Professor Adam Finn, of the Joint Committee on Vaccination and Immunisation (JCVI), an independent expert advisory committee that advises health departments on immunisation, said modelling shows coronavirus cases will rise in the summer as lockdown is relaxed.

UK Prime Minister Boris Johnson

“The models that we’ve seen on JCVI clearly point to a summer surge in cases as the lockdown is relaxed, because there are still many people in the adult population who’ve not been immunized,” he told the BBC.

Finn, from the University of Bristol, said the UK is still “vulnerable” and the dates for easing restrictions may need adjusting.

“Quite a wide range of uncertainty” remains over how big the wave would be “because it depends on how quickly the vaccine rollout continues”, he said.

It also depends on whether people will stick to the rules as lockdown is eased, he said.

“If people move too far forward with that too fast, we’ll see things start to come up earlier,” Finn said.

“The sense that the problem is all over, I’m afraid is a flawed one, we’re still in a vulnerable situation, and there are still significant numbers of people who potentially could be harmed by this infection if this happens.”

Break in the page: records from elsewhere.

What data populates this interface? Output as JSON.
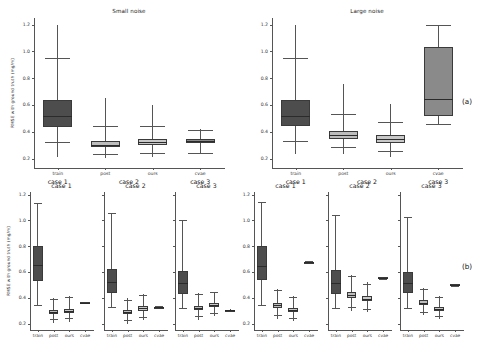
{
  "figure": {
    "ylabel": "RMSE with ground truth (mg/m)",
    "panel_a_tag": "(a)",
    "panel_b_tag": "(b)",
    "yticks": [
      "0.2",
      "0.4",
      "0.6",
      "0.8",
      "1.0",
      "1.2"
    ],
    "ylim": [
      0.13,
      1.25
    ],
    "methods": [
      "train",
      "post",
      "ours",
      "cvae"
    ],
    "group_labels": [
      "case 1",
      "case 2",
      "case 3"
    ],
    "case_titles": [
      "case 1",
      "case 2",
      "case 3"
    ],
    "noise_titles": [
      "Small noise",
      "Large noise"
    ],
    "colors": {
      "train": "#4d4d4d",
      "post": "#bdbdbd",
      "ours": "#c8c8c8",
      "cvae": "#8a8a8a",
      "axis": "#555555",
      "text": "#1a1a1a"
    }
  },
  "chart_data": [
    {
      "type": "box",
      "id": "panel-a-small-noise",
      "title": "Small noise",
      "xlabel": "",
      "ylabel": "RMSE with ground truth (mg/m)",
      "ylim": [
        0.13,
        1.25
      ],
      "yticks": [
        0.2,
        0.4,
        0.6,
        0.8,
        1.0,
        1.2
      ],
      "grid": false,
      "categories": [
        "train",
        "post",
        "ours",
        "cvae"
      ],
      "group_labels": [
        "case 1",
        "case 2",
        "case 3"
      ],
      "boxes": [
        {
          "label": "train",
          "group": "case 1",
          "q1": 0.435,
          "median": 0.515,
          "q3": 0.635,
          "whisker_low": 0.215,
          "whisker_high": 1.195,
          "cap_low": 0.325,
          "cap_high": 0.955,
          "color": "#4d4d4d"
        },
        {
          "label": "post",
          "group": "case 2",
          "q1": 0.285,
          "median": 0.305,
          "q3": 0.33,
          "whisker_low": 0.205,
          "whisker_high": 0.655,
          "cap_low": 0.235,
          "cap_high": 0.44,
          "color": "#bdbdbd"
        },
        {
          "label": "ours",
          "group": "case 2",
          "q1": 0.305,
          "median": 0.325,
          "q3": 0.345,
          "whisker_low": 0.21,
          "whisker_high": 0.6,
          "cap_low": 0.245,
          "cap_high": 0.44,
          "color": "#c8c8c8"
        },
        {
          "label": "cvae",
          "group": "case 3",
          "q1": 0.315,
          "median": 0.33,
          "q3": 0.345,
          "whisker_low": 0.235,
          "whisker_high": 0.42,
          "cap_low": 0.24,
          "cap_high": 0.415,
          "color": "#8a8a8a"
        }
      ]
    },
    {
      "type": "box",
      "id": "panel-a-large-noise",
      "title": "Large noise",
      "xlabel": "",
      "ylabel": "",
      "ylim": [
        0.13,
        1.25
      ],
      "yticks": [
        0.2,
        0.4,
        0.6,
        0.8,
        1.0,
        1.2
      ],
      "grid": false,
      "categories": [
        "train",
        "post",
        "ours",
        "cvae"
      ],
      "group_labels": [
        "case 1",
        "case 2",
        "case 3"
      ],
      "boxes": [
        {
          "label": "train",
          "group": "case 1",
          "q1": 0.44,
          "median": 0.52,
          "q3": 0.635,
          "whisker_low": 0.235,
          "whisker_high": 1.195,
          "cap_low": 0.33,
          "cap_high": 0.955,
          "color": "#4d4d4d"
        },
        {
          "label": "post",
          "group": "case 2",
          "q1": 0.35,
          "median": 0.378,
          "q3": 0.41,
          "whisker_low": 0.235,
          "whisker_high": 0.755,
          "cap_low": 0.285,
          "cap_high": 0.53,
          "color": "#bdbdbd"
        },
        {
          "label": "ours",
          "group": "case 2",
          "q1": 0.318,
          "median": 0.345,
          "q3": 0.375,
          "whisker_low": 0.215,
          "whisker_high": 0.605,
          "cap_low": 0.255,
          "cap_high": 0.475,
          "color": "#c8c8c8"
        },
        {
          "label": "cvae",
          "group": "case 3",
          "q1": 0.515,
          "median": 0.645,
          "q3": 1.035,
          "whisker_low": 0.455,
          "whisker_high": 1.195,
          "cap_low": 0.455,
          "cap_high": 1.195,
          "color": "#8a8a8a"
        }
      ]
    },
    {
      "type": "box",
      "id": "panel-b-small-case1",
      "title": "case 1",
      "xlabel": "",
      "ylabel": "RMSE with ground truth (mg/m)",
      "ylim": [
        0.15,
        1.22
      ],
      "yticks": [
        0.2,
        0.4,
        0.6,
        0.8,
        1.0,
        1.2
      ],
      "grid": false,
      "categories": [
        "train",
        "post",
        "ours",
        "cvae"
      ],
      "boxes": [
        {
          "label": "train",
          "q1": 0.53,
          "median": 0.655,
          "q3": 0.805,
          "whisker_low": 0.34,
          "whisker_high": 1.135,
          "cap_low": 0.34,
          "cap_high": 1.135,
          "color": "#4d4d4d"
        },
        {
          "label": "post",
          "q1": 0.272,
          "median": 0.288,
          "q3": 0.305,
          "whisker_low": 0.205,
          "whisker_high": 0.395,
          "cap_low": 0.232,
          "cap_high": 0.392,
          "color": "#bdbdbd"
        },
        {
          "label": "ours",
          "q1": 0.285,
          "median": 0.3,
          "q3": 0.315,
          "whisker_low": 0.215,
          "whisker_high": 0.41,
          "cap_low": 0.24,
          "cap_high": 0.405,
          "color": "#c8c8c8"
        },
        {
          "label": "cvae",
          "q1": 0.358,
          "median": 0.362,
          "q3": 0.366,
          "whisker_low": 0.355,
          "whisker_high": 0.37,
          "cap_low": 0.356,
          "cap_high": 0.368,
          "color": "#8a8a8a"
        }
      ]
    },
    {
      "type": "box",
      "id": "panel-b-small-case2",
      "title": "case 2",
      "xlabel": "",
      "ylabel": "",
      "ylim": [
        0.15,
        1.22
      ],
      "yticks": [
        0.2,
        0.4,
        0.6,
        0.8,
        1.0,
        1.2
      ],
      "grid": false,
      "categories": [
        "train",
        "post",
        "ours",
        "cvae"
      ],
      "boxes": [
        {
          "label": "train",
          "q1": 0.44,
          "median": 0.52,
          "q3": 0.625,
          "whisker_low": 0.325,
          "whisker_high": 1.06,
          "cap_low": 0.325,
          "cap_high": 1.06,
          "color": "#4d4d4d"
        },
        {
          "label": "post",
          "q1": 0.272,
          "median": 0.288,
          "q3": 0.308,
          "whisker_low": 0.2,
          "whisker_high": 0.395,
          "cap_low": 0.225,
          "cap_high": 0.385,
          "color": "#bdbdbd"
        },
        {
          "label": "ours",
          "q1": 0.3,
          "median": 0.318,
          "q3": 0.338,
          "whisker_low": 0.23,
          "whisker_high": 0.43,
          "cap_low": 0.252,
          "cap_high": 0.425,
          "color": "#c8c8c8"
        },
        {
          "label": "cvae",
          "q1": 0.322,
          "median": 0.326,
          "q3": 0.33,
          "whisker_low": 0.318,
          "whisker_high": 0.334,
          "cap_low": 0.319,
          "cap_high": 0.333,
          "color": "#8a8a8a"
        }
      ]
    },
    {
      "type": "box",
      "id": "panel-b-small-case3",
      "title": "case 3",
      "xlabel": "",
      "ylabel": "",
      "ylim": [
        0.15,
        1.22
      ],
      "yticks": [
        0.2,
        0.4,
        0.6,
        0.8,
        1.0,
        1.2
      ],
      "grid": false,
      "categories": [
        "train",
        "post",
        "ours",
        "cvae"
      ],
      "boxes": [
        {
          "label": "train",
          "q1": 0.432,
          "median": 0.512,
          "q3": 0.61,
          "whisker_low": 0.32,
          "whisker_high": 1.0,
          "cap_low": 0.32,
          "cap_high": 1.0,
          "color": "#4d4d4d"
        },
        {
          "label": "post",
          "q1": 0.305,
          "median": 0.32,
          "q3": 0.338,
          "whisker_low": 0.228,
          "whisker_high": 0.44,
          "cap_low": 0.255,
          "cap_high": 0.432,
          "color": "#bdbdbd"
        },
        {
          "label": "ours",
          "q1": 0.328,
          "median": 0.342,
          "q3": 0.358,
          "whisker_low": 0.255,
          "whisker_high": 0.448,
          "cap_low": 0.278,
          "cap_high": 0.442,
          "color": "#c8c8c8"
        },
        {
          "label": "cvae",
          "q1": 0.3,
          "median": 0.303,
          "q3": 0.306,
          "whisker_low": 0.297,
          "whisker_high": 0.309,
          "cap_low": 0.298,
          "cap_high": 0.308,
          "color": "#8a8a8a"
        }
      ]
    },
    {
      "type": "box",
      "id": "panel-b-large-case1",
      "title": "case 1",
      "xlabel": "",
      "ylabel": "",
      "ylim": [
        0.15,
        1.22
      ],
      "yticks": [
        0.2,
        0.4,
        0.6,
        0.8,
        1.0,
        1.2
      ],
      "grid": false,
      "categories": [
        "train",
        "post",
        "ours",
        "cvae"
      ],
      "boxes": [
        {
          "label": "train",
          "q1": 0.535,
          "median": 0.65,
          "q3": 0.805,
          "whisker_low": 0.345,
          "whisker_high": 1.14,
          "cap_low": 0.345,
          "cap_high": 1.14,
          "color": "#4d4d4d"
        },
        {
          "label": "post",
          "q1": 0.318,
          "median": 0.34,
          "q3": 0.362,
          "whisker_low": 0.238,
          "whisker_high": 0.47,
          "cap_low": 0.265,
          "cap_high": 0.462,
          "color": "#bdbdbd"
        },
        {
          "label": "ours",
          "q1": 0.288,
          "median": 0.302,
          "q3": 0.318,
          "whisker_low": 0.222,
          "whisker_high": 0.41,
          "cap_low": 0.245,
          "cap_high": 0.405,
          "color": "#c8c8c8"
        },
        {
          "label": "cvae",
          "q1": 0.672,
          "median": 0.676,
          "q3": 0.68,
          "whisker_low": 0.668,
          "whisker_high": 0.684,
          "cap_low": 0.669,
          "cap_high": 0.683,
          "color": "#8a8a8a"
        }
      ]
    },
    {
      "type": "box",
      "id": "panel-b-large-case2",
      "title": "case 2",
      "xlabel": "",
      "ylabel": "",
      "ylim": [
        0.15,
        1.22
      ],
      "yticks": [
        0.2,
        0.4,
        0.6,
        0.8,
        1.0,
        1.2
      ],
      "grid": false,
      "categories": [
        "train",
        "post",
        "ours",
        "cvae"
      ],
      "boxes": [
        {
          "label": "train",
          "q1": 0.432,
          "median": 0.512,
          "q3": 0.615,
          "whisker_low": 0.318,
          "whisker_high": 1.045,
          "cap_low": 0.318,
          "cap_high": 1.045,
          "color": "#4d4d4d"
        },
        {
          "label": "post",
          "q1": 0.395,
          "median": 0.42,
          "q3": 0.448,
          "whisker_low": 0.3,
          "whisker_high": 0.58,
          "cap_low": 0.325,
          "cap_high": 0.565,
          "color": "#bdbdbd"
        },
        {
          "label": "ours",
          "q1": 0.372,
          "median": 0.392,
          "q3": 0.415,
          "whisker_low": 0.29,
          "whisker_high": 0.52,
          "cap_low": 0.312,
          "cap_high": 0.51,
          "color": "#c8c8c8"
        },
        {
          "label": "cvae",
          "q1": 0.552,
          "median": 0.556,
          "q3": 0.56,
          "whisker_low": 0.548,
          "whisker_high": 0.564,
          "cap_low": 0.549,
          "cap_high": 0.563,
          "color": "#8a8a8a"
        }
      ]
    },
    {
      "type": "box",
      "id": "panel-b-large-case3",
      "title": "case 3",
      "xlabel": "",
      "ylabel": "",
      "ylim": [
        0.15,
        1.22
      ],
      "yticks": [
        0.2,
        0.4,
        0.6,
        0.8,
        1.0,
        1.2
      ],
      "grid": false,
      "categories": [
        "train",
        "post",
        "ours",
        "cvae"
      ],
      "boxes": [
        {
          "label": "train",
          "q1": 0.435,
          "median": 0.512,
          "q3": 0.598,
          "whisker_low": 0.322,
          "whisker_high": 1.03,
          "cap_low": 0.322,
          "cap_high": 1.03,
          "color": "#4d4d4d"
        },
        {
          "label": "post",
          "q1": 0.345,
          "median": 0.362,
          "q3": 0.382,
          "whisker_low": 0.268,
          "whisker_high": 0.475,
          "cap_low": 0.292,
          "cap_high": 0.468,
          "color": "#bdbdbd"
        },
        {
          "label": "ours",
          "q1": 0.295,
          "median": 0.31,
          "q3": 0.325,
          "whisker_low": 0.232,
          "whisker_high": 0.41,
          "cap_low": 0.255,
          "cap_high": 0.402,
          "color": "#c8c8c8"
        },
        {
          "label": "cvae",
          "q1": 0.498,
          "median": 0.502,
          "q3": 0.506,
          "whisker_low": 0.494,
          "whisker_high": 0.51,
          "cap_low": 0.495,
          "cap_high": 0.509,
          "color": "#8a8a8a"
        }
      ]
    }
  ]
}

Prime Minister Boris Johnson said on Tuesday that as the UK continues to make progress in the fight against coronavirus, “we cannot delude ourselves” that the virus has gone away.

A pedestrian walks by a pub, The Hope, shuttered in London due to coronavirus regulations. Thousands of British pubs have not survived the pandemic, according to an industry association, and the ones that have will need financial support “for years if they are to recover.” Photo: Yui Mok/PA

He noted that the majority of scientific experts are of the view that there will be another wave at some stage this year and Britons must learn to live with the virus.

However, he said there was nothing in scientific data to suggest the UK would have to deviate from the roadmap out of lockdown.

The UK has so far reported 4,411,068 confirmed coronavirus cases and 127,577 deaths.

More than 33 million people have been given the first jab of the coronavirus vaccine, according to the latest official figures.

Experts have warned that despite progress in vaccine rollout, the UK is “still not out of the woods” amid concerns over new variants, particularly those first emerged in South Africa, Brazil and India, and the third wave of pandemic on the European continent.